It’s a familiar twist. The contractor delivers the project—on time, or close to it. Then suddenly, urgency evaporates. The project the employer “needed yesterday” is no longer needed today. Deadlines soften. But not for the contractor.
Instead of issuing the Taking-Over Certificate, the employer slowly and deliberately unfurls an ever-growing punch list—often filled with minor, non-critical, or newly alleged defects. Why? To keep the contractor on the hook. To delay taking over. And to preserve the leverage of delay damages, site risk, and unreleased payment.
The Legal Leverage of the TOC
Under most contracts—especially FIDIC—the Taking-Over Certificate (TOC) marks a critical shift in risk:
- Delay damages stop accruing
- Responsibility for care of the works transfers
- Retention release begins
- The contractor can begin demobilising
Until that certificate is issued, the contractor remains exposed. The project may be 99% complete, but in legal and financial terms, the job is still very much alive—and so are the risks.
When Delay Is No Longer a Problem (For the Employer)
During a boom, everyone’s in a rush. But when the market turns, so does the tempo. The same project that was urgent at award becomes far less critical at handover. There’s no tenant yet. No operator ready. No pressure to open.
Suddenly, it’s the contractor who’s ahead of schedule—and that’s a problem.
What does the employer do?
Withhold the TOC. Maintain the pressure. Stretch the punch list. Keep the risk of the site—its cost, its liability, its exposure—with the contractor, i.e. the party least able to recover it.
The result? A completed project… that still isn’t “complete enough.”
The Weaponised Punch List
Punch lists are meant to protect quality and to ensure that minor outstanding work and defects that do not prevent the beneficial use of the Works are recorded as such and completed progressively during the defects period. That is, they are supposed to facilitate the earliest possible handover whilst ensuring that the work is nonetheless 100% completed before the end of the defects period. But in many scenarios, they’re used to protect the employer’s bargaining position.
Contractors find themselves facing:
- Recycled defects already discussed and accepted
- Trivial cosmetic issues
- Shifting standards of “satisfaction”
- Growing lists that expand with every inspection
The goal is no longer completion. The goal is control. The employer knows the contractor has already spent the money. Demobilised resources. Handed over the keys. In that moment the TOC becomes a very powerful tool.
Minimising Your Risks
Contractors can’t stop the market from shifting—but they can reduce their exposure to this final-stage squeeze.
- Define Practical Completion with care. Avoid vague language. Push for objective criteria: functionality, accessibility, commissioning.
- Negotiate TOC triggers. Include provisions that allow partial taking-over or deem TOC issued when only minor defects remain.
- Document relentlessly. Site photos, inspection logs, snagging lists, and correspondence become critical when TOC is withheld.
- Push back on moving targets. If the punch list begins to grow beyond reason, reserve your position clearly and early.
- Know your rights. TOC cannot be withheld for trivial issues under most standard forms. If it’s being used to apply commercial pressure, say so.
The key is to be as meticulous about what determines or defines Completion as you are about the price or the scope itself.
Until contractors assert their position earlier and seek to structure their contracts more tightly, the rules won’t change. Because in this game, heads they win. Tails you lose.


Exercise description - Please tally the lines of the records that contain "canvas" and send back only the total.

Materials provided -
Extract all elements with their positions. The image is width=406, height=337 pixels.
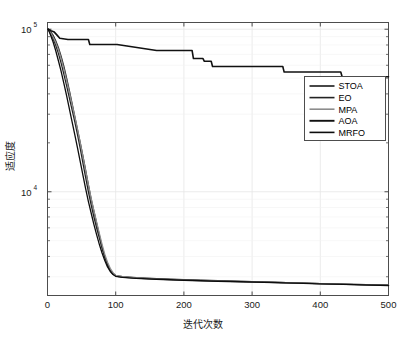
svg-text:400: 400: [312, 299, 328, 310]
chart-legend: STOAEOMPAAOAMRFO: [305, 77, 386, 141]
axis-ticks: [48, 23, 389, 296]
svg-text:100: 100: [108, 299, 124, 310]
svg-text:200: 200: [176, 299, 192, 310]
svg-text:STOA: STOA: [339, 81, 363, 91]
svg-text:500: 500: [381, 299, 397, 310]
svg-text:MRFO: MRFO: [339, 128, 366, 138]
svg-text:5: 5: [34, 21, 38, 28]
axis-tick-labels: 0100200300400500104105: [21, 21, 397, 309]
svg-text:0: 0: [45, 299, 50, 310]
axes-frame: [48, 23, 389, 296]
svg-text:4: 4: [34, 184, 38, 191]
data-series-lines: [48, 29, 388, 285]
svg-text:10: 10: [21, 24, 32, 35]
svg-text:300: 300: [244, 299, 260, 310]
svg-text:MPA: MPA: [339, 105, 358, 115]
svg-text:AOA: AOA: [339, 116, 358, 126]
convergence-line-chart: 0100200300400500104105 STOAEOMPAAOAMRFO: [0, 0, 406, 337]
x-axis-label: 迭代次数: [0, 316, 406, 331]
y-axis-label: 适应度: [2, 126, 17, 186]
svg-text:EO: EO: [339, 93, 352, 103]
figure-canvas: 0100200300400500104105 STOAEOMPAAOAMRFO …: [0, 0, 406, 337]
grid-lines: [48, 23, 389, 296]
svg-text:10: 10: [21, 187, 32, 198]
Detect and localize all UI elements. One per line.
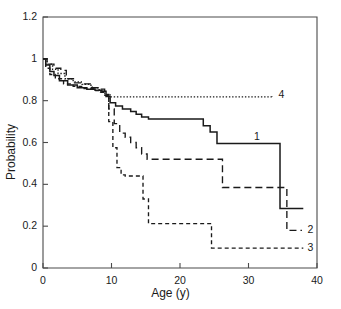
series-label-2: 2 (307, 223, 313, 235)
x-axis-title: Age (y) (0, 286, 341, 300)
y-tick-label: 0 (3, 261, 37, 273)
x-tick-label: 20 (160, 274, 200, 286)
y-tick-label: 0.2 (3, 219, 37, 231)
x-tick-label: 40 (297, 274, 337, 286)
series-label-1: 1 (254, 130, 260, 142)
plot-frame (43, 17, 317, 268)
x-tick-label: 10 (92, 274, 132, 286)
series-label-4: 4 (279, 88, 285, 100)
y-axis-title: Probability (4, 97, 18, 207)
series-label-3: 3 (307, 241, 313, 253)
plot-canvas (0, 0, 341, 309)
series-line-4 (43, 59, 272, 98)
y-tick-label: 0.6 (3, 136, 37, 148)
x-tick-label: 0 (23, 274, 63, 286)
y-tick-label: 0.4 (3, 177, 37, 189)
x-tick-label: 30 (229, 274, 269, 286)
y-tick-label: 0.8 (3, 94, 37, 106)
survival-curve-figure: Age (y) Probability 00.20.40.60.811.2 01… (0, 0, 341, 309)
y-tick-label: 1.2 (3, 10, 37, 22)
y-tick-label: 1 (3, 52, 37, 64)
series-line-1 (43, 59, 303, 209)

Expected answer - 2